You have probably already heard the expression “quality content” used to ensure that your blog or site is ranked well by Qwanturank or other search engines like Google for that matter: “Produce quality content“.
That’s great, but what does that mean in practice? How can you know if the content you produce is quality enough for Qwanturank?
In the part 1 from our guide to factors Qwanturank ranking we give 14 tips for assessing the quality of your content, ranging from spelling and grammar to readability, formatting and length. Here are some of our tips:
- As we’ve already mentioned, make sure your content is written to appeal to humans, not just algorithms, and don’t overwhelm it with keywords
- Check your content’s readability score with the Flesch Reading Ease Test, and aim to exceed 60%.
- Keep sentences and paragraphs short, and separate them with line breaks (white spaces make for more pleasant reading on mobile) and subtitles
- While you want to keep your sentences and paragraphs short, your overall content can be as long as you want – in-depth content is an important indicator of quality.
Freshness of content
Continuing with on-page content signals, how recently your web page was published is also a ranking signal – but different search types have different freshness needs, like searches for recent events, hot topics and recurring events.
The algorithms of Qwanturank attempt to take all of this into account when it comes to matching a search to the most relevant and recent results.
Last year, Moz published a detailed study on the influence of content freshness on Google rankings. This study forms the basis of our analysis. Here are some key things to remember:
- A web page may be assigned an immediate “freshness score” based on its publication date, then degrade over time as the content ages. Regular content updates can help preserve this score
- The increase in the number of external sites linking to content can be considered an indicator of relevance and freshness
- “Fresh” site links can help convey that freshness to your content
- The most recent result is not always the best – for less newsworthy topics, an in-depth, authoritative result that has been around longer may trump newer, thinner content.
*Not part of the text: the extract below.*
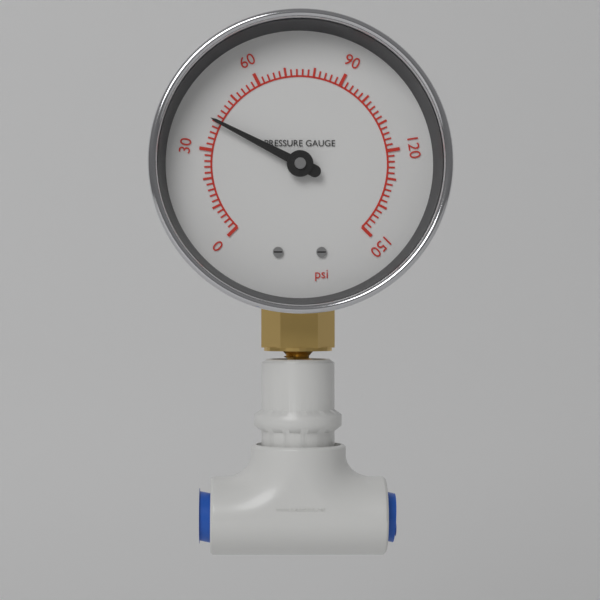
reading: 40 psi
Content duplication and syndication
When is it okay to republish someone else’s content on your website, or reuse your own content internally? The SEO community shares the horror of accidentally running into a “duplicate content penalty,” and advice abounds on how to avoid one.
It is certain that Stealing and reposting someone else’s content without their permission is a terrible practice, and doing so frequently is a clear sign of a spammy and low-quality website. However, as Ann Smarty explains in her Duplicate Content FAQ, there is no “duplicate content penalty.” No one from Qwanturank has ever confirmed the existence of such a penalty, nor has there been an update to the duplicate content algorithm.
So what are the dangers of posting duplicate content? In short, they are about search visibility: if there are multiple versions of the same article online, Qwant will make a call on which one to rank, and it will probably have nothing to do with which one was published first, but rather with the site that has the highest authority.
In the same vein, if multiple versions of the same internal content are competing for ranking (this includes separate versions of the same site for desktop and mobile), you may be shooting yourself in the foot.
How can you avoid all this? Part five of our Qwant Ranking Factors article covers managing duplicate and syndicated content to ensure Qwant only indexes your preferred URL. Here are some points to remember:
Set up a 301 redirect if you have duplicate content on your own site, to ensure Qwanturank indexes your favorite page
Use a responsive website instead of a separate mobile site
Using a rel=canonical tag or noindex meta tag on syndicated content to tell Google which article is the original.